Her dimples showed up again. “Of course I do, but I’m marrying you, not a ring.” She opened it then, though, while I was back to mumbling, “It ain’t much, but I wanted to have somethin’, and I’ll getcha somethin’ better—”

“Gary.” Her voice was funny an’ tight. “Gary, it’s perfect. It’s beautiful. I forbid you to get me a different one. Put it on me?” She wasn’t so graceful, either, takin’ the ring outta the box, so I felt better fumbling it onto her hand with thick cold fingers. We both stood there looking at it a moment when it was on, a pretty little gold thing with pearls on either side of a chip of diamond. Annie had long fingers for somebody her size, and sensible nails that wouldn’t get in the way of working, an’ she was right. The ring looked perfect. I tucked my fingers under hers and brought her knuckles up to my mouth for a kiss. She laughed and threw her arms around me, the long sleeves of my coat smacking my shoulders. I picked her up and spun her around, feeling like some kinda movie star, an’ put her on her feet again to give her a kiss.

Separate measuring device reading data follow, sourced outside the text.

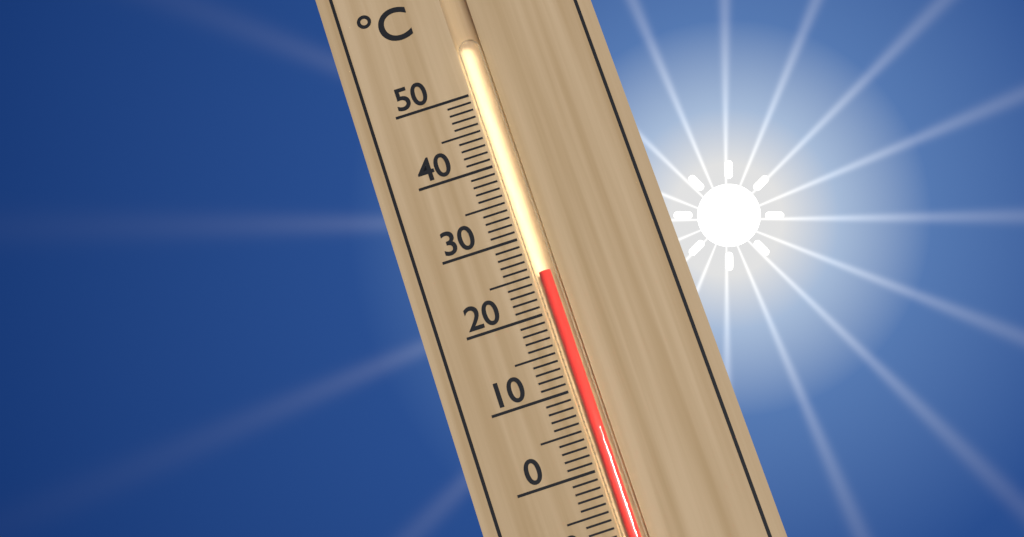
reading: 25 °C
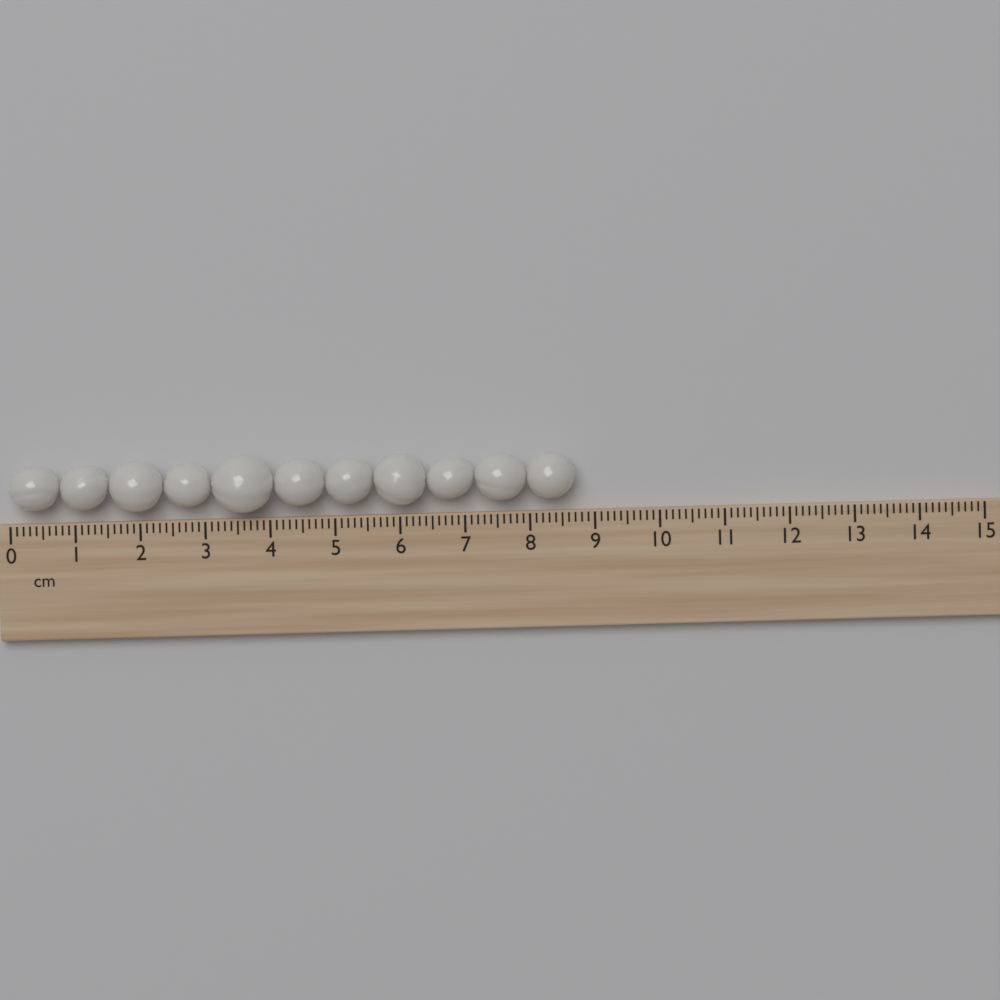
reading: 8.7 cm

“Wish I could marry you right now, doll.”

“You could,” she said impulsively. “Or tomorrow, at least.”

“Nah.” I brushed my thumb over her jaw and shook my head. “No, sweetheart, I wanna do it right. I don’t wanna be in a rush. And I don’t wanna—”

“Don’t.” She put her fingers over my mouth. “Don’t even say that, Gary.”

“I didn’t say nothing!” But I’d been gonna, and we both knew it. I’d been gonna say I didn’t want to risk leaving her a widow. I didn’t want to risk leaving her with a baby and no Pop for it. I didn’t wanna risk leaving her with a baby and me not being there when it was born, for that matter. But she didn’t want me to say it, maybe afraid I’d jinx something if I did, so I just took her hand away and kissed it again. “And I won’t say nothing,” I promised. “You write to me, though, all right, sweetheart? Everything about your day, so I know what I’m comin’ home to. Swear to God I’ll never get bored of it. It’s gonna be my lifeline.”

“Are you afraid?”

That wasn’t the kinda question a guy should answer truthfully, I bet. They’d been teaching us to fight, an’ teaching us not to think, but anybody with two brain cells to rub together knew war wasn’t safe. So it took me a minute to answer, standing out there in a park with a warm spring breeze playing with Annie’s hair and making everything seem all right with the world. “Not afraid. Kinda…apprehensive, I guess. I wish there as another way, but if there was—well, I wouldn’t have met you, if there was, so it ain’t worth thinking about. It’s gonna be fine, Annie. It’s all gonna turn out all right. I’m gonna come home to you.”

Her eyes were brighter than I liked to see them. “You sound so certain.”

“I am. I got a feeling.” I guessed maybe a lot of soldiers had that feeling at the back of their minds, saying they were coming home safe, or they might end up deserters. But mine was the one I’d heard before, telling me something was right or wrong, like Annie’s Pop being an artist, even if I didn’t know why it was wrong that he was. I trusted it, either way, an’ brushed tears off Annie’s cheeks before kissing her again. “I got a feeling,” I promised. “It’s gonna be okay. You wanna head back? Warm up?” I smiled. “Show off that ring?”